Tuesday, January 17, 2012

Tinker Tailor Soldier Spy




I would be shocked if Gary Oldman speaks much over a hundred words in Tinker Tailor Soldier Spy, but every one of them counts. By the time the film ends we- well I was going to say know him, but that’s not right, no one with the possible exception of his wife really knows George Smiley and given what she’s done to him with that knowledge perhaps we can understand why no one else does. Only twice in the film do we see an emotion break through Smiley’s carefully composed mask, once in pain and once in what is unmistakably satisfaction, both reveal depths to the man that were heretofore unexpected.
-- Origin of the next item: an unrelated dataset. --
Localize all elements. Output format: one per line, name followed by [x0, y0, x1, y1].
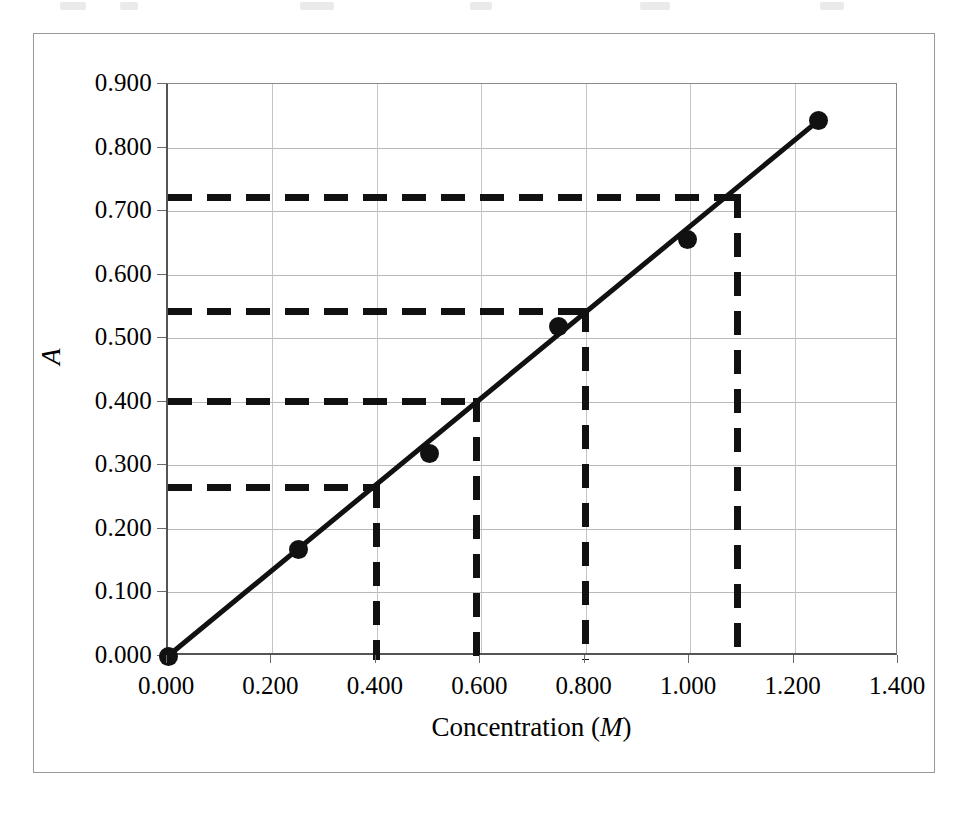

But we can follow him and his train of thought and to a man like George Smiley thought is everything.

Indeed I don’t think I can remember the last film I’ve seen to feature so many shots of people thinking and considering. Attempting to see as far down the path of their minds eye as they can. Tinker Tailor Soldier Spy takes place during at the end of The Cold War in MI5, where the blown cover of an agent and the ousting of the former head of intelligence have revealed that there is a high ranking Mole in British Intellegence. Smiley forced out after the botched operation that led to the exposure and death of said agent is brought back to The Circus in order to expose who the traitor is.

Every once in a while a film comes along that feels like it fell through a time warp from 1976. These tend to be some of my favorite movies. Tinker Tailor Soldier Spy is a relentlessly mundane look at the Cold War and Warriors. The men who wage it are in late middle aged, a collection of thick eye glasses, balding pates, paunches hideous comb overs and bad uncomfortable suits. The battlefield shabby bureaucratic offices with track lighting and dirty carpet. The film is so relentlessly dreary that it takes on its own sort of bizarre antiglamor. Smiley is well kind of cool, in his own way.  Anyone smart enough to navigate this bureaucratic nightmare and keep themselves and their integrity intact is a man worthy of admiration.
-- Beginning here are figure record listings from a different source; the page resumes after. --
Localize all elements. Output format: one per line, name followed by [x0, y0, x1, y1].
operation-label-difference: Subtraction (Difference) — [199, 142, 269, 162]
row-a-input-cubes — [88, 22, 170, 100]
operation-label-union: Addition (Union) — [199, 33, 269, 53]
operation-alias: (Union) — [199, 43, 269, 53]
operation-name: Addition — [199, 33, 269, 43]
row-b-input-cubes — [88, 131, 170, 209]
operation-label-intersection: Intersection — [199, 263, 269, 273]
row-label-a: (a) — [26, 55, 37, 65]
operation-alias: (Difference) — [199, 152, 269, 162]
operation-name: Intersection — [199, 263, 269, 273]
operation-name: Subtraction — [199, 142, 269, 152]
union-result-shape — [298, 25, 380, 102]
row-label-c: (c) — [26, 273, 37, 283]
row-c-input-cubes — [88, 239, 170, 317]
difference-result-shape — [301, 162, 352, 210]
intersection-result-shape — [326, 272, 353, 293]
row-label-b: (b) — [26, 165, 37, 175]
Credit Tomas Alfredson for crafting this level of oppressive gloom and handling the film’s sprawling cast.  I admit as I prefer Matthew Reeve’s version of Let Me In, that I previously underestimated Alfredson. But watching the grace with which he handles himself here I am forced to reassess.
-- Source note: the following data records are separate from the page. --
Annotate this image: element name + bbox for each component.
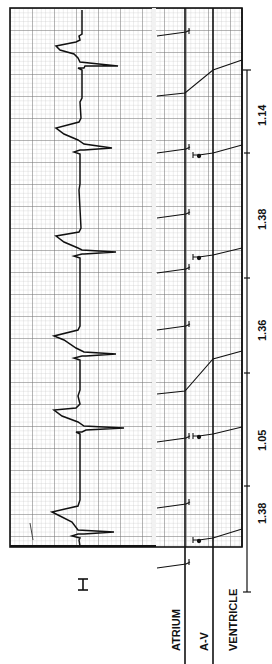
interval-label: 1.36	[256, 320, 268, 341]
ladder-label-ventricle: VENTRICLE	[227, 589, 239, 651]
interval-bracket	[243, 70, 251, 592]
ecg-ladder-figure	[0, 0, 272, 664]
interval-label: 1.38	[256, 209, 268, 230]
interval-label: 1.14	[256, 105, 268, 126]
calibration-mark	[78, 579, 88, 590]
ladder-label-atrium: ATRIUM	[170, 609, 182, 651]
ecg-grid	[10, 8, 242, 547]
interval-label: 1.38	[256, 503, 268, 524]
ladder-label-av: A-V	[198, 632, 210, 651]
interval-label: 1.05	[256, 430, 268, 451]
His cast is uniformly strong. Oldman is of course at the center and makes for a magnificent Smiley. We all love Oldman for his theatricality, but it’s nice to be reminded of the astonishing range that he has. Smiley is an implosive character instead of an explosive one, but he contains all the force that is Oldman’s hallmark. Toby Jones and Dave Dencik and Colin Firth are all effective as bureaucratic survivors, one of whom has almost certainly turned traitor. They are upstaged by Tom Hardy and Benedict Cumberbatch (Oh he of the most British name of all time) as two men just beginning on the path that has wrecked so many before them. By the end of the film both have been ruined to a various extent (Also note the all too brief appearance by Stephen Graham). It’s the price of the job. But the movie is damn near stolen by Mark Strong as the broken end result of that price, giving  a performance of more depth and complexity than I would have thought him capable.

Tinker Tailor Soldier Spy,  is not interested in feeding you answers. It’s a film that demands your attention. Many have complained that the plot is unclear, and though it is dense I’d argue that it’s never obtuse. At the end of the day it doesn’t matter if you can follow every thread. How much you know about The Cold War is irrelevant, how much the film knows about Human Nature is everything.